Anqi Cao
4 min readFeb 18, 2020
  1. Dream\ ˈdrēm \n. often attributive: Wanting more.

For a while in my life, I would have the same dream once every few months.

In the dream, I gaze up into the night sky and can always find some ever-morphing shapes glittering over there. Slowly, they float around in the boundless space in an indifferent manner. I gape at the celestial bodies as strong and alien emotions swim to the surface. Like a paper lantern carried away by steady currents of dark water, I start trembling, until swallowed entirely by waves of feelings as intense as they are ineffably mystical and beyond comprehension.

Glazed Japanese tea bowl, as seen in Seattle Asian Art Museum. It, to me, is a mirror of the constellations reduced to their earthly forms.

The very last time I dreamed of the same scene, I woke up and immediately texted Jackie about it. But I stumbled over my words. My words are only mine, after all. How do you expect the invention of humans to capture the truth of something they are not meant to be a part of?

Nonetheless, Jackie reassured me that what I was trying to get at was perhaps one of those things most worthy of such an attempt. He said: “You know what, Anqi, last semester I dreamed of climbing a mountain. I started from somewhere deep in the woods in the foothills. When I reached the top I saw a vast, green plain. There stood a quaint, ancient university campus stretching all the way to meet the higher hills in the horizon…Those mountain ranges were also covered by broad-leaved evergreen forests.
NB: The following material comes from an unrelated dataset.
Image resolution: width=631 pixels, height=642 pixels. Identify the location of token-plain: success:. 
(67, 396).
There was no end in sight…”

The way Jackie’s portrayed each detail of his dream reminded me of an old, wise dragon, radiating an aura of peace and profundity.

But there should be a lot more to that.

I want to be taken off guard, threatened, shaken, subjugated, at the mercy of something that holds supreme power over me. Even if it only lasts for a transitory second. Even if what’s left of awe is only melancholy, intensified.

“I’m afraid that I’m...”

“I’m afraid too.” Jackie shrugged.

2. Worker-Bee \ ˈwər-kər ˈbē\n.: One of us.
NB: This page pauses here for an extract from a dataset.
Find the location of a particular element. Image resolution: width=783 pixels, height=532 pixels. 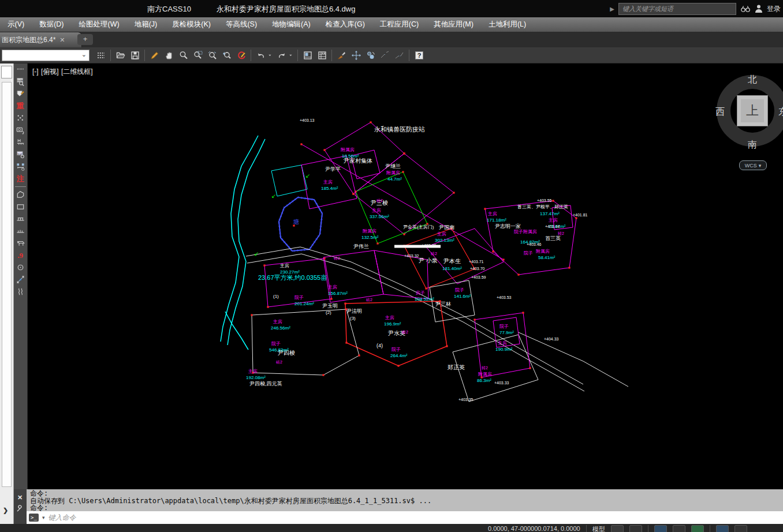

binoculars-icon is located at coordinates (745, 9).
“Do you know that the worker bees share 75% genes with their siblings, because they inherit 50% of the Queen’s DNA, and 100% of the drone, which produces identical sperm cells? Worker bees of the same sub-family are called super-sisters. These super-sisters collaborate and work in tandem in a highly efficient manner. ”

What am I?

One of us. Like the worker bees bred by the same Queen and drone, sharing with one another one set of features, one kind of labor, even this one particular thought. Perhaps every piece of us is a tiny genetic code making up the gigantic body of history, our collective consciousness shaped by the universal nutrients it feeds on.

“There’s nothing that belongs uniquely to one individual. ”
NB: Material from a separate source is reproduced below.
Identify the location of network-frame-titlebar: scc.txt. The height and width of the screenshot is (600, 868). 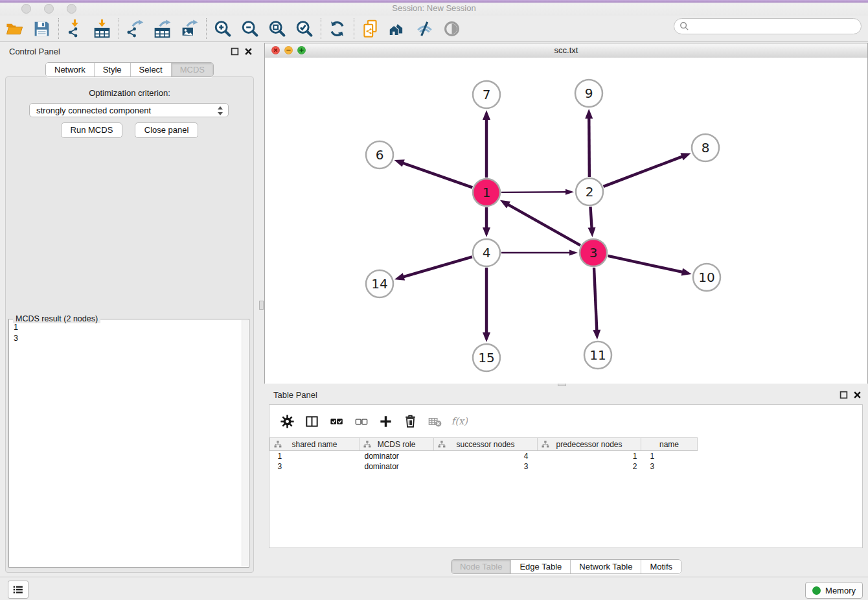
(566, 51).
“That means even if one of us is killed, we are still there, and will be there, as always, right?”

“But, in the same manner, if one of us is killed, the whole of us is dead. ”

For each breath we take we inhale the deaths before us and after us, exhale the lives before us and after us.

No wonder we are exhausted.

3. Time\ˈtīm\n.: A project’s progress bar.

In the sprawl of man-made concrete and steel serving man-made purposes, time is no longer measured by astronomical phenomena, but rather a project’s progress bar.

1s,

1s, 1s,

1s, 1s, 1s,

1s, 1s, 1s, 1s…

1s, 1s, 1s, 1s, 1s…

1s, 1s, 1s, 1s, 1s, 1s…

See how fast and steadfast it goes, at a pace of one time per time? Before long it will populate an entire spreadsheet.

Hard work pays off, they say.

Life is short, carpe diem, you only live once, yada yada, the same people say.

4. Elusive\ē-ˈlü-siv\adj.: It is flower, but not flower, fog, but not fog.

As expected, at one point, the dream started to frequent me less and less often. Until eventually I realized I could never trace back to the surging feelings anymore. The way I am telling you about it now is but another attempt at delineating its remains — the lifeless, weathered, conceptual remains.

There’s an ancient Chinese poem about something so elusive that it is flower, but not flower, fog, but not fog. When it comes it is like a spring dream, as wistful as it sounds. When it’s gone it is like the morning clouds, nowhere to be found. The poem never specifies what it is.

Anqi Cao

Just another human being trying to seek her voice in a foreign language that feels familiar enough.